Last year, the USAID program known as PREDICT was shuttered. The initiative was launched in 2009 and designed to improve the “detection and discovery of zoonotic viruses with pandemic potential.”
President Trump has proposed cuts in the CDC budget in each of his presidential budgets since taking office, and the FY-21 budget proposed a 16% overall reduction in funding for the CDC.
He may not have been totally successful to date, largely due to adult supervision by congress, but he sure is trying!
13
@Chris Conklin
PREDICT was operational at the time COVID-19 began. Clearly, in this instance PREDICT failed.

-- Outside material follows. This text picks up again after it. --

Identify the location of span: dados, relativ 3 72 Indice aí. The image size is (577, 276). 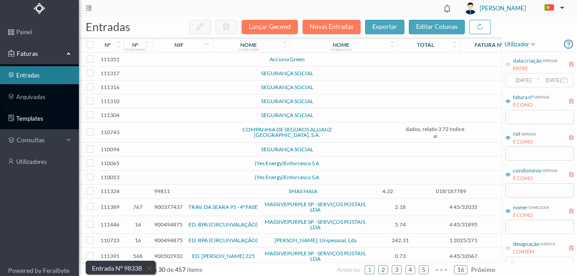
(435, 132).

I support programs like PREDICT and their goals, but they don't always succeed, and it is simply counterfactual to imply, as you do, a positive link between PREDICT's demise and the outbreak of COVID-19.
1
The key to your analysis is your conclusion that only effective health efforts to contain the virus can make room for economic tools. Fair enough. Problem is the virus seems bound to spread all over the globe sooner or later. Communal transmission and reinfection of recovering patients doom any near term containment cure. Only an eventual vaccine can do it. That's many months -or years- away.
Keep fingers crossed.
5
@AR
With most viral diseases, infection induces immunity to re-infection for a period of decades.
5
Maybe some day our society will champion financial responsibility and teach our children personal finance in school. That way everyone would have 3 to 6 months of expenses saved for emergencies like this instead of being thousands in debt.
23
Not possible on a low wage job. People can’t make ends meet.
70
So Trump and Congress need to pass an infrastructure bill to help boost economy not pressure Fed to cut rates which wont help fill the shelves. Lets try for a green New Deal to boost our technological competitiveness vs China
80
If you’ve listened or read snippets of speakers at the Republican CPAC, any Green New Deal would be dead in the water for them, and they wasted no time telling their base, that’s its a bunch of baloney, even worse.